"I think Joey's a great guy, a great player. I think it's really time for him to shine," Slay said. "I'm going to help him and make sure he's the best player he can be, give him all the tools that I've learned from the older guys that I have played with in the league. It's his time. I think I'm here to help him blossom. He's already a great player as it is. I'm here to keep him climbing to his ceiling."
Some viewed Porter's second season in the NFL as not as good as his first, largely because he had a few games in which he drew multiple penalties. That led to him having 12 accepted penalties against him last season, the most of any defensive back in the league.
But everything is relative. The more man coverage you play, the more likely you are to be penalized. New York's duo of D.J. Reed and Sauce Gardner, for example, were both penalized nine times each in 2024. Gardner missed two games, while Reed, who was signed to a three-year, $48-million free agent contract in the offseason by Detroit, missed three games.
They were considered one of the top cornerback duos in the league the last couple of seasons.
Porter has the size and skillset to be one of the league's top cornerbacks. What he has lacked in his first two seasons has been a player on the opposite side of him – Patrick Peterson in 2023 and Donte Jackson in 2024 – hasn't necessarily been capable of playing man coverage to his level. They were good corners, but Slay has shown he's still a capable man coverage corner.
The Eagles played man-to-man 25 percent of the time in 2024. The Steelers were at 36.7 percent in 2024, the seventh-highest rate in the league.
Nobody plays man all the time, but Slay is still dynamic enough to allow the Steelers to mix their coverages well. And as he mentioned, he can continue to teach the 24-year-old Porter the nuances of being a No. 1 cornerback in the NFL, something Slay has been over the course of his career.
• According to multiple reports, the vote at the Spring League Meeting to ban assisting the quarterback by shoving him from behind, the so-called "tush push," was extremely close to passing.
In the end, it fell two votes short of the 24 it needed to pass.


**YOUR OBJECTIVE**
Report back every line of the entries that contains "with", exactly as written.

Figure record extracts
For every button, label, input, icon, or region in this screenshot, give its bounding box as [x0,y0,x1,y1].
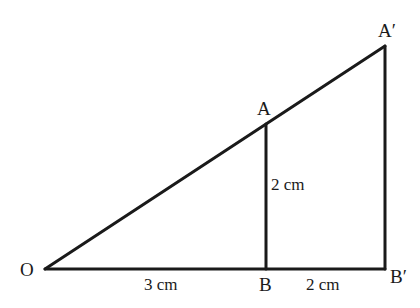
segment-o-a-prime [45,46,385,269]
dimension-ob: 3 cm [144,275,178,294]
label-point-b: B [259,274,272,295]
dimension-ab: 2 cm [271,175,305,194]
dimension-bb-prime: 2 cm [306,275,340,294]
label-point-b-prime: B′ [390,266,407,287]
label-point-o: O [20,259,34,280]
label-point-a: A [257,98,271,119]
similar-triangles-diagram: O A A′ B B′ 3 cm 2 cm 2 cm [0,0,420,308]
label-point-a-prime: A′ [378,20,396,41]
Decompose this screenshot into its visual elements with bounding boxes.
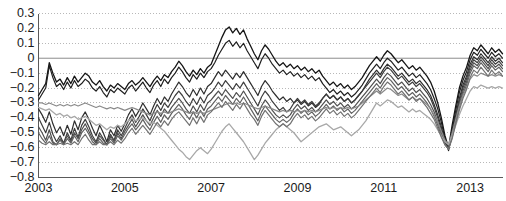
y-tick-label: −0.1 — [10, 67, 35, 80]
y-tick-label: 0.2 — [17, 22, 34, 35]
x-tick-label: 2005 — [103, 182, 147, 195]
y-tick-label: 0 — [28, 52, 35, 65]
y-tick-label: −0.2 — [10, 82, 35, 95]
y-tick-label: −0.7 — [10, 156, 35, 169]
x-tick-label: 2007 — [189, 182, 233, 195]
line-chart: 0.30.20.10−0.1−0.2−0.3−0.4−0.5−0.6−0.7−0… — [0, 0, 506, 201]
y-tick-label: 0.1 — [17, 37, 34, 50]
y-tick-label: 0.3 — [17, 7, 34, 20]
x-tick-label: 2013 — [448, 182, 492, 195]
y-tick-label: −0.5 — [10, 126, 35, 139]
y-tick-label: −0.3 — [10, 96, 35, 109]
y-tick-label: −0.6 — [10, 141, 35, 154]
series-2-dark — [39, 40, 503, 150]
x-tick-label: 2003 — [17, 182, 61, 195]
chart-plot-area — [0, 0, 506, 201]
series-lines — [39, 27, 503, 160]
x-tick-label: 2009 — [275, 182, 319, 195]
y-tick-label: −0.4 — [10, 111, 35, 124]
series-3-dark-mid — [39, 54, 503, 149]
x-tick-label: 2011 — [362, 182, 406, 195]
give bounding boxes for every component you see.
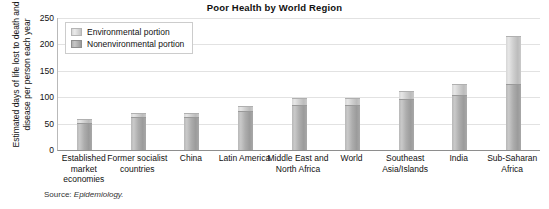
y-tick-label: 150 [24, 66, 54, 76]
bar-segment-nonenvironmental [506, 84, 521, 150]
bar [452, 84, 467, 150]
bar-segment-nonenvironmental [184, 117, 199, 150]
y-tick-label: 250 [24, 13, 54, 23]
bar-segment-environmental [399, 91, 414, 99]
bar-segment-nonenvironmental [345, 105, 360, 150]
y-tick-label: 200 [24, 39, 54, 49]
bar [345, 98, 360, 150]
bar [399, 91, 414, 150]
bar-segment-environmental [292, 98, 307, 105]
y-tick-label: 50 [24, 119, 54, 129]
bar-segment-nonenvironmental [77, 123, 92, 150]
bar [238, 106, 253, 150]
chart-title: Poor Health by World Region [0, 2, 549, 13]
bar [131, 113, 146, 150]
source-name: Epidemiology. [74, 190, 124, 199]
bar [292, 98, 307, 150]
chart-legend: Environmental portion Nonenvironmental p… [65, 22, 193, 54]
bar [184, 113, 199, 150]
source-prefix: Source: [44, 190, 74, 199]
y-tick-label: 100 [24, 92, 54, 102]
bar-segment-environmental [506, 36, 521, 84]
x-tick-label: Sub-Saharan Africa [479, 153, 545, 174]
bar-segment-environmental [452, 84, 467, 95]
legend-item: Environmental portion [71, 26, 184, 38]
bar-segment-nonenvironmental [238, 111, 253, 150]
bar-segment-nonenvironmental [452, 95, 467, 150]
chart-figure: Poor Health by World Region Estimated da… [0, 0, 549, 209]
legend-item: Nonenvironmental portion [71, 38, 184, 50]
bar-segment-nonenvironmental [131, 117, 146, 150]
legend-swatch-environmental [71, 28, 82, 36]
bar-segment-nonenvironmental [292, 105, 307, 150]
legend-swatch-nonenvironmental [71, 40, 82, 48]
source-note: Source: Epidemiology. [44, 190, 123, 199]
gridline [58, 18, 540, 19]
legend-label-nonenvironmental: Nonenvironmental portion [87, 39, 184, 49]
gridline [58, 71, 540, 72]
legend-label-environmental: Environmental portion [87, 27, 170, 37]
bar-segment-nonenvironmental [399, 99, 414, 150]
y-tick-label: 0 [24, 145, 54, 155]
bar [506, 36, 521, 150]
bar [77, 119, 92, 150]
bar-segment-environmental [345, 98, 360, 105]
---
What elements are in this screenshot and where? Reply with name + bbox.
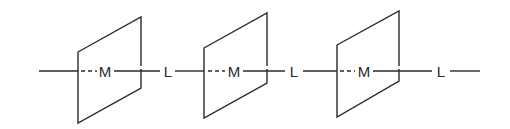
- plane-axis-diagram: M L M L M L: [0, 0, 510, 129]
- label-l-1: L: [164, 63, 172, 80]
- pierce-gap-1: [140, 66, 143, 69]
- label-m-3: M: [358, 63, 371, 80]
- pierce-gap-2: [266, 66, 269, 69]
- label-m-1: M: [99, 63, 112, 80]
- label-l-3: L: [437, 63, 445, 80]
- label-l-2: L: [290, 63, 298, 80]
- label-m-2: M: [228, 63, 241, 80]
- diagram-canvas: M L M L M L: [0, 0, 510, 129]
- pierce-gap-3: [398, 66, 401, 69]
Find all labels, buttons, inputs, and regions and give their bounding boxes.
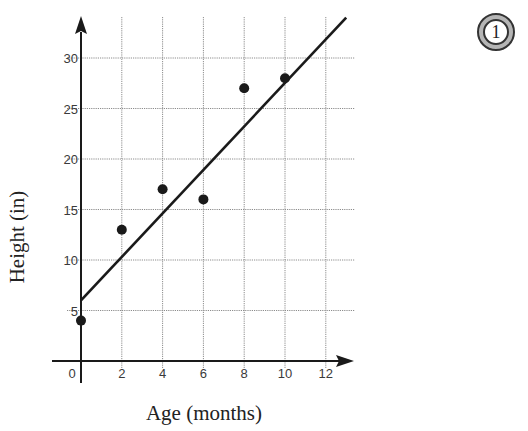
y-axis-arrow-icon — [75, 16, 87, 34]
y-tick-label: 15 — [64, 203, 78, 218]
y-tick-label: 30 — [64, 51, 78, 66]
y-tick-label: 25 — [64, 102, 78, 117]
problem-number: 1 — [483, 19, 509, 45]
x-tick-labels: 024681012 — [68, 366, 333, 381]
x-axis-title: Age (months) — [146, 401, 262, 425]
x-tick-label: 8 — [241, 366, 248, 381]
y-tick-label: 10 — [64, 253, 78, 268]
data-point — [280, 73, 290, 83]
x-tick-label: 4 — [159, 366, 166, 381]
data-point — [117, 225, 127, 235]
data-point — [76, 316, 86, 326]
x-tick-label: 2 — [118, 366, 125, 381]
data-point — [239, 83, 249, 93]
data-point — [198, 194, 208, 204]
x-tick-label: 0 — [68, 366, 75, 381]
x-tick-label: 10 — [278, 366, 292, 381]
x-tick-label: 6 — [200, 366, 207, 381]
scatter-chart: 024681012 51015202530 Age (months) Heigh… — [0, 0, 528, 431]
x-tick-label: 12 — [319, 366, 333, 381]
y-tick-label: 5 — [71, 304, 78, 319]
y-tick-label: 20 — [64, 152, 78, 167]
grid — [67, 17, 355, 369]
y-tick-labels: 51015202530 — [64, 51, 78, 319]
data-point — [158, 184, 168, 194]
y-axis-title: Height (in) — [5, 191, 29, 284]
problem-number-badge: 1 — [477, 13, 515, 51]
...
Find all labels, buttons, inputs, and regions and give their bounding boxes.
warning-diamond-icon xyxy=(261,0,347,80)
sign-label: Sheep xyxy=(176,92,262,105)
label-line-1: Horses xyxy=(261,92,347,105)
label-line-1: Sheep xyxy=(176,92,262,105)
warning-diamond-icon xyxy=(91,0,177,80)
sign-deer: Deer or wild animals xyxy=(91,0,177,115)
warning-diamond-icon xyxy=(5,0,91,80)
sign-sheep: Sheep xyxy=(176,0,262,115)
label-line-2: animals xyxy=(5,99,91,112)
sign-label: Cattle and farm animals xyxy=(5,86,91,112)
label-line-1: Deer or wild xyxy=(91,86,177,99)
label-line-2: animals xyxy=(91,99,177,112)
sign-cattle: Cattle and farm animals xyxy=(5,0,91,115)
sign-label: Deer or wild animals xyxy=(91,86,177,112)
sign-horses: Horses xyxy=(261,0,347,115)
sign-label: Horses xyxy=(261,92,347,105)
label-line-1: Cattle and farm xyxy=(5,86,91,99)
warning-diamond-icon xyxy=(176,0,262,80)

**ANSWER TO THIS EXERCISE**
Decompose this screenshot into its visual elements with bounding boxes.
What elements are in this screenshot and where? Reply with name + bbox.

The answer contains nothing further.